4. Process and Stream
The request is queued for asynchronous processing via Prism PHP. Response events stream to your browser via WebSockets in real-time, including text chunks and tool calls. If Iris decides to use a tool, execution happens server-side before continuing the response.
This architecture provides reliable delivery with automatic recovery from connection drops.
5. Persist and Process
After the response completes:
- The conversation is saved to the database
- Token usage is recorded for monitoring
- Background jobs are dispatched (memory extraction, summarization)
Agentic Behavior
Iris operates as an agent, meaning it can use tools and iterate multiple times before providing a final response.

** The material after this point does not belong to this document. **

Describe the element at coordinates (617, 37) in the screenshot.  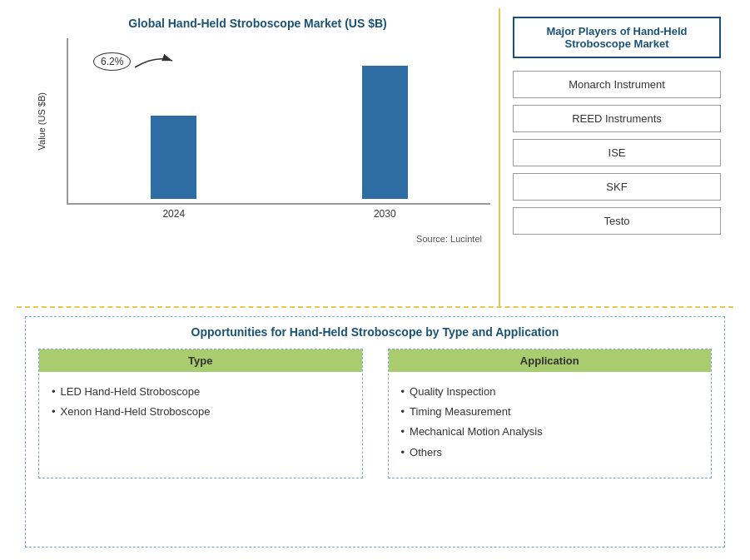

The agent.max_steps configuration (default: 30) limits how many iterations can occur.
This enables complex, multi-step tasks:
- Search and ask: Search memories, find nothing relevant, then ask a clarifying question
- Create and remember: Create a calendar event, then store a memory about why it was scheduled
- Generate and describe: Generate an image, then describe what was created
Each tool invocation is a step. A simple memory storage is 1 step. A complex request might use 5-10 steps as Iris searches, creates, and confirms.
NOTE
Tool calls stream to the frontend in real-time, so users see what Iris is doing as it works.
Features
Text-to-Speech
Assistant messages include a play button that reads the message aloud using ElevenLabs. Click once to play, click again to stop. This feature requires setup - see Text-to-Speech for configuration.
Image Support
Users can upload images for multi-modal conversations. Images are attached to messages and sent to Claude as part of the request. Common use cases include:
- Asking questions about screenshots
- Getting feedback on designs
- Extracting information from photos
Retry
If a response fails (network error, API timeout), users can retry the last message. This re-runs the full request flow with the same input.
Streaming
All responses stream in real-time via WebSockets using Laravel Reverb. The stream includes:
| Event Type | Content |
|---|---|
| Text chunks | Partial response text as it's generated |
| Tool calls | When Iris invokes a tool |
| Tool results | What the tool returned |
| Provider tools | Activity from Anthropic's built-in tools |
| Artifacts | Generated content like images |
Connection Recovery
If your connection drops briefly, you won't miss any events:
- Events are temporarily stored in Redis for replay
- Clients automatically catch up when reconnecting
- Sequence numbers ensure no duplicates
Stopping Streams
Users can stop a stream mid-generation. The stop is graceful—partial responses are preserved and the conversation state remains consistent.
Request Architecture
When you send a message, Iris processes it asynchronously:
- Accept & Queue: Your message is received and a background job is dispatched
- Process: The job builds context, executes the agent, and generates a response
- Broadcast: Response events stream to your browser via WebSockets in real-time
- Persist: The conversation is saved and background jobs (extraction, summarization) are queued
This architecture enables:
- Reliable delivery: If your connection drops, events are stored and replayed when you reconnect
- Graceful retries: Failed requests automatically retry with exponential backoff
- Non-blocking responses: Your browser remains responsive while processing happens server-side
Frontend Integration
The frontend uses Laravel Echo for WebSocket connections. A custom hook manages connection state, event sequencing, and automatic replay on reconnection.